1.2 Object and Cognitive Activities
Intellectual activity is a creative endeavor; it is a function of innate skills, experience, motivation, and focus. It is well known that we humans can conceptualize very complex ideas, without any real understanding of the immense detail needed to implement those ideas. Software development then depends on our abilities to implement the complex ideas we have conceptualized. So the first thing that happens is that we run head on into the immense details needed to implement our idea(s). It has been known since Aristotle's time that we can best handle complexity using the divide-and-conquer method. This is fine for the human mind, which is an outstanding analytical engine. But what about expressing and understanding a meta-representation of this immense detail, in a foreign language, on a deterministic analytical electronic calculating engine?
Structured Methodology has taken the idea of divide-and-conquer to handle complexity to a much higher level of accomplishment in software development than ever before. However, even this has not provided the overall improvement in production, accuracy, and cost-effectiveness that must occur in software development. Instead of the divide-and-conquer approach, we must group the immense details into functionally intelligent agents. These agents can operate on behalf of the software developer in implementing the developer's conceptualized idea. In the creation of any software solution, for any idea, there is a great deal of repeated techniques used from other solutions or experiences.
As we mentioned above, this brings us to the next big paradigm shift in software development, "Object Methodology." The creation of objects, where any one object represents some functionally intelligent grouping of details, gives the software developer a higher meta-level upon which to base the solution creation. The developer can now start to think in terms of object behavior, without worrying about how this behavior is implemented or handled. They can develop clusters of objects in relationships that solve various functional requirements of their conceptualized idea. The human mind does just this type of object clustering and management in solving various mental problems.
What we are looking for in the use of objects and components in software development is a technology that will empower individual programmers with a greater and quicker ability to create. We thus want to change the software development process by empowering programmers through object and component assembly technology. The current software development process will not evolve past its current state of crisis by using the same techniques that have created the situation. So the programmer must shift to a more natural way of thinking, one in terms of objects (components) to solve and create software. It was Einstein who recognized, "The world will not evolve past its current state of crisis by using the same thinking that created the situation." There is no greater possibility for software development than the continual, successful reduction of the rich complexity of software to simple objects, comprehensible to all programmers. We must shift from "a view in which the accent has been on parts and elements, to a configuration view, with the emphasis on wholes and patterns." Rather than beginning with the pieces of a puzzle and proceeding to construct the puzzle, we begin with a picture of the puzzle and place each piece (object) by constantly referencing the whole.
One of the new software books, Design Patterns, Elements of Reusable Object-Oriented Software (Addison-Wesley, 1995), shows the increasing interest and understanding in the holistic view of software development. Design Patterns is a significant text because it classifies class relationships without presenting a grand methodology. On the other hand, it is generic, with no reference to any particular scheme. In this book we are going to show how the programmer's cognitive understanding of the objects in the domain greatly influences the subsequent creation of the software. This understanding will also greatly influence the programmer's selection and use of the base classes (objects) in the actual creation of the software. We will continue to get more pragmatic the deeper we get into this book.
So, having said all of that, just what is this chapter all about? It's about what "Object Methodology" and the .NET Framework base classes do, and what possibly they can do, to aid the software developer. This chapter also touches upon cognition and its role in the problem-solving paradigm of software design. It's about how we can use COBOL.NET and assemble existing objects to solve our software development problems. It's about how we create new objects, for continual reuse, in our ongoing need to develop software. It's about the current techniques used in the Visual Studio.NET COBOL development environment. It's about the Fujitsu object-oriented language COBOL compiler and its capabilities for creating new .NET Framework software applications. We will later be covering how COBOL legacy code can be converted and used in the .NET Framework.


__TASK REQUIREMENTS__
Whenever a line in the listing contains "name", copy that line.

__EXTRACTED INFORMATION__
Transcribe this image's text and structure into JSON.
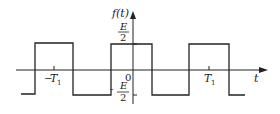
{
  "figure": {
    "type": "square-wave",
    "y_axis_label": "f(t)",
    "x_axis_label": "t",
    "origin_label": "0",
    "upper_level": {
      "numerator": "E",
      "denominator": "2"
    },
    "lower_level": {
      "sign": "-",
      "numerator": "E",
      "denominator": "2"
    },
    "tick_labels": {
      "neg_period": {
        "sign": "−",
        "symbol": "T",
        "subscript": "1"
      },
      "pos_period": {
        "symbol": "T",
        "subscript": "1"
      }
    }
  },
  "colors": {
    "line": "#222222",
    "background": "#ffffff"
  }
}
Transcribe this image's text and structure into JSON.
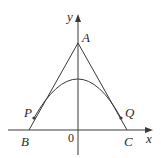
{
  "diagram": {
    "axes": {
      "x_label": "x",
      "y_label": "y",
      "origin_label": "0"
    },
    "points": {
      "A": "A",
      "B": "B",
      "C": "C",
      "P": "P",
      "Q": "Q"
    },
    "elements": [
      "triangle sides AB and AC",
      "parabola with vertex on y-axis, tangent to AB at P and AC at Q"
    ],
    "colors": {
      "stroke": "#3a3a3a",
      "background": "#ffffff"
    }
  }
}
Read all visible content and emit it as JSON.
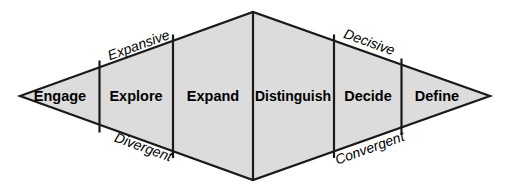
{
  "diagram": {
    "shape": "diamond",
    "fill_color": "#dcdcdc",
    "stroke_color": "#1a1a1a",
    "stages": [
      {
        "label": "Engage",
        "order": 1
      },
      {
        "label": "Explore",
        "order": 2
      },
      {
        "label": "Expand",
        "order": 3
      },
      {
        "label": "Distinguish",
        "order": 4
      },
      {
        "label": "Decide",
        "order": 5
      },
      {
        "label": "Define",
        "order": 6
      }
    ],
    "edge_labels": {
      "top_left": "Expansive",
      "top_right": "Decisive",
      "bottom_left": "Divergent",
      "bottom_right": "Convergent"
    }
  }
}
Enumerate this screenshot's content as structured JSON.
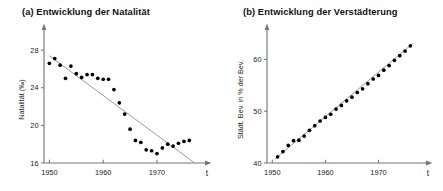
{
  "figure": {
    "background": "#ffffff",
    "point_color": "#000000",
    "line_color": "#9a9a9a",
    "axis_color": "#777777"
  },
  "panels": [
    {
      "key": "a",
      "title": "(a) Entwicklung der Natalität",
      "xlabel_symbol": "t",
      "ylabel": "Natalität (‰)",
      "xticks": [
        "1950",
        "1960",
        "1970"
      ],
      "yticks": [
        "28",
        "24",
        "20",
        "16"
      ]
    },
    {
      "key": "b",
      "title": "(b) Entwicklung der Verstädterung",
      "xlabel_symbol": "t",
      "ylabel": "Städt. Bev. in % der Bev.",
      "xticks": [
        "1950",
        "1960",
        "1970"
      ],
      "yticks": [
        "60",
        "50",
        "40"
      ]
    }
  ],
  "chart_data": [
    {
      "type": "scatter",
      "title": "(a) Entwicklung der Natalität",
      "xlabel": "t",
      "ylabel": "Natalität (‰)",
      "xlim": [
        1949,
        1978
      ],
      "ylim": [
        16,
        29.5
      ],
      "xticks": [
        1950,
        1960,
        1970
      ],
      "yticks": [
        16,
        20,
        24,
        28
      ],
      "grid": false,
      "legend": "none",
      "series": [
        {
          "name": "Natalität",
          "x": [
            1950,
            1951,
            1952,
            1953,
            1954,
            1955,
            1956,
            1957,
            1958,
            1959,
            1960,
            1961,
            1962,
            1963,
            1964,
            1965,
            1966,
            1967,
            1968,
            1969,
            1970,
            1971,
            1972,
            1973,
            1974,
            1975,
            1976
          ],
          "y": [
            26.6,
            27.1,
            26.4,
            25.0,
            26.3,
            25.5,
            25.1,
            25.4,
            25.4,
            25.0,
            24.9,
            24.9,
            23.8,
            22.4,
            21.2,
            19.6,
            18.4,
            18.2,
            17.4,
            17.3,
            17.0,
            17.6,
            18.0,
            17.8,
            18.1,
            18.3,
            18.4
          ]
        }
      ],
      "trendline": {
        "name": "Regressionsgerade",
        "x": [
          1950,
          1977
        ],
        "y": [
          27.4,
          16.0
        ]
      }
    },
    {
      "type": "scatter",
      "title": "(b) Entwicklung der Verstädterung",
      "xlabel": "t",
      "ylabel": "Städt. Bev. in % der Bev.",
      "xlim": [
        1949,
        1978
      ],
      "ylim": [
        40,
        64.5
      ],
      "xticks": [
        1950,
        1960,
        1970
      ],
      "yticks": [
        40,
        50,
        60
      ],
      "grid": false,
      "legend": "none",
      "series": [
        {
          "name": "Städtische Bevölkerung",
          "x": [
            1951,
            1952,
            1953,
            1954,
            1955,
            1956,
            1957,
            1958,
            1959,
            1960,
            1961,
            1962,
            1963,
            1964,
            1965,
            1966,
            1967,
            1968,
            1969,
            1970,
            1971,
            1972,
            1973,
            1974,
            1975,
            1976
          ],
          "y": [
            41.2,
            42.2,
            43.4,
            44.3,
            44.4,
            45.2,
            46.3,
            47.2,
            48.1,
            48.8,
            49.4,
            50.4,
            51.1,
            52.0,
            52.7,
            53.6,
            54.3,
            55.3,
            56.2,
            56.9,
            57.9,
            58.8,
            59.8,
            60.7,
            61.6,
            62.6
          ]
        }
      ],
      "trendline": {
        "name": "Regressionsgerade",
        "x": [
          1950.5,
          1976.5
        ],
        "y": [
          40.8,
          63.1
        ]
      }
    }
  ]
}
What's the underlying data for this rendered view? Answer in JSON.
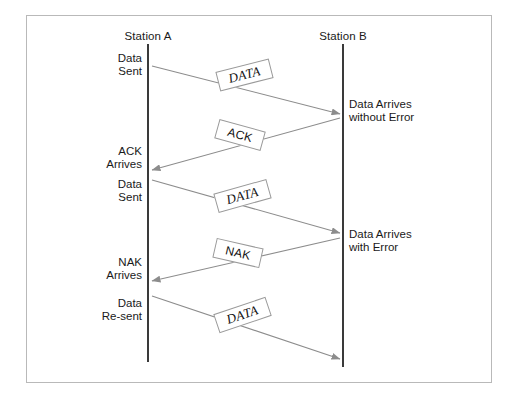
{
  "diagram": {
    "title_alt": "Stop-and-Wait ARQ sequence diagram",
    "frame_color": "#b9b9b9",
    "lifeline_color": "#3a3a3a",
    "arrow_color": "#8c8c8c",
    "text_color": "#1a1a1a"
  },
  "stations": [
    {
      "id": "a",
      "label": "Station A",
      "x": 148
    },
    {
      "id": "b",
      "label": "Station B",
      "x": 343
    }
  ],
  "left_events": [
    {
      "id": "data-sent-1",
      "lines": [
        "Data",
        "Sent"
      ],
      "y": 52
    },
    {
      "id": "ack-arrives",
      "lines": [
        "ACK",
        "Arrives"
      ],
      "y": 145
    },
    {
      "id": "data-sent-2",
      "lines": [
        "Data",
        "Sent"
      ],
      "y": 178
    },
    {
      "id": "nak-arrives",
      "lines": [
        "NAK",
        "Arrives"
      ],
      "y": 256
    },
    {
      "id": "data-resent",
      "lines": [
        "Data",
        "Re-sent"
      ],
      "y": 297
    }
  ],
  "right_events": [
    {
      "id": "data-arrives-ok",
      "lines": [
        "Data Arrives",
        "without Error"
      ],
      "y": 98
    },
    {
      "id": "data-arrives-error",
      "lines": [
        "Data Arrives",
        "with Error"
      ],
      "y": 228
    }
  ],
  "messages": [
    {
      "id": "data-1",
      "label": "DATA",
      "style": "data",
      "direction": "a-to-b",
      "x1": 152,
      "y1": 66,
      "x2": 340,
      "y2": 114,
      "box": {
        "cx": 245,
        "cy": 75,
        "w": 55,
        "h": 20,
        "rotate": -14.3
      }
    },
    {
      "id": "ack-1",
      "label": "ACK",
      "style": "ctrl",
      "direction": "b-to-a",
      "x1": 340,
      "y1": 118,
      "x2": 152,
      "y2": 170,
      "box": {
        "cx": 240,
        "cy": 135,
        "w": 48,
        "h": 20,
        "rotate": 15.5
      }
    },
    {
      "id": "data-2",
      "label": "DATA",
      "style": "data",
      "direction": "a-to-b",
      "x1": 152,
      "y1": 180,
      "x2": 340,
      "y2": 233,
      "box": {
        "cx": 243,
        "cy": 196,
        "w": 55,
        "h": 20,
        "rotate": -15.7
      }
    },
    {
      "id": "nak-1",
      "label": "NAK",
      "style": "ctrl",
      "direction": "b-to-a",
      "x1": 340,
      "y1": 238,
      "x2": 152,
      "y2": 281,
      "box": {
        "cx": 238,
        "cy": 253,
        "w": 48,
        "h": 20,
        "rotate": 12.9
      }
    },
    {
      "id": "data-3",
      "label": "DATA",
      "style": "data",
      "direction": "a-to-b",
      "x1": 152,
      "y1": 296,
      "x2": 340,
      "y2": 359,
      "box": {
        "cx": 243,
        "cy": 315,
        "w": 55,
        "h": 20,
        "rotate": -18.6
      }
    }
  ]
}
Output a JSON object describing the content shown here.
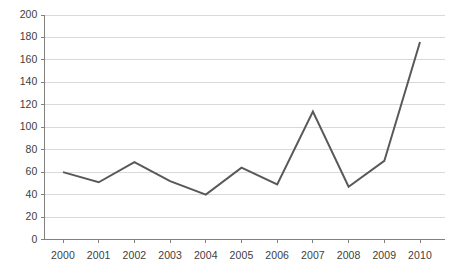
{
  "chart_data": {
    "type": "line",
    "title": "",
    "subtitle": "",
    "xlabel": "",
    "ylabel": "",
    "categories": [
      "2000",
      "2001",
      "2002",
      "2003",
      "2004",
      "2005",
      "2006",
      "2007",
      "2008",
      "2009",
      "2010"
    ],
    "values": [
      60,
      51,
      69,
      52,
      40,
      64,
      49,
      114,
      47,
      70,
      176
    ],
    "series": [
      {
        "name": "",
        "values": [
          60,
          51,
          69,
          52,
          40,
          64,
          49,
          114,
          47,
          70,
          176
        ]
      }
    ],
    "ylim": [
      0,
      200
    ],
    "ytick_values": [
      0,
      20,
      40,
      60,
      80,
      100,
      120,
      140,
      160,
      180,
      200
    ],
    "ytick_labels": [
      "0",
      "20",
      "40",
      "60",
      "80",
      "100",
      "120",
      "140",
      "160",
      "180",
      "200"
    ],
    "xtick_labels": [
      "2000",
      "2001",
      "2002",
      "2003",
      "2004",
      "2005",
      "2006",
      "2007",
      "2008",
      "2009",
      "2010"
    ],
    "grid": "horizontal",
    "legend": "none",
    "markers": "none",
    "colors": {
      "line": "#595959",
      "gridline": "#d9d9d9",
      "axis": "#808080",
      "tick_text": "#404040",
      "background": "#ffffff"
    },
    "line_width": 2
  }
}
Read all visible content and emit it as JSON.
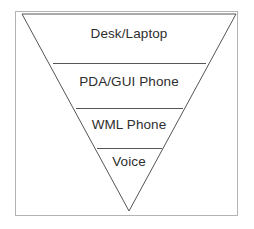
{
  "figure": {
    "type": "inverted-pyramid-diagram",
    "background_color": "#ffffff",
    "frame": {
      "stroke_color": "#b3b3b3",
      "stroke_width": 1,
      "fill": "none",
      "x": 15,
      "y": 11,
      "width": 223,
      "height": 205
    },
    "pyramid": {
      "stroke_color": "#555555",
      "stroke_width": 1,
      "fill": "none",
      "orientation": "inverted",
      "apex": {
        "x": 129,
        "y": 211
      },
      "top_left": {
        "x": 22,
        "y": 14
      },
      "top_right": {
        "x": 236,
        "y": 14
      }
    },
    "divider_color": "#555555",
    "label_color": "#2e2e2e"
  },
  "tiers": [
    {
      "label": "Desk/Laptop",
      "index": 0,
      "divider_y": 63,
      "divider_x1": 53,
      "divider_x2": 206,
      "label_x": 129,
      "label_y": 34
    },
    {
      "label": "PDA/GUI Phone",
      "index": 1,
      "divider_y": 108,
      "divider_x1": 76,
      "divider_x2": 183,
      "label_x": 129,
      "label_y": 82
    },
    {
      "label": "WML Phone",
      "index": 2,
      "divider_y": 148,
      "divider_x1": 97,
      "divider_x2": 162,
      "label_x": 129,
      "label_y": 125
    },
    {
      "label": "Voice",
      "index": 3,
      "divider_y": null,
      "divider_x1": null,
      "divider_x2": null,
      "label_x": 129,
      "label_y": 162
    }
  ]
}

__TASK SOLUTION__
          "name": "Natalität",
        "name": "Regressionsgerade",
          "name": "Städtische Bevölkerung",
        "name": "Regressionsgerade",
        "name": "",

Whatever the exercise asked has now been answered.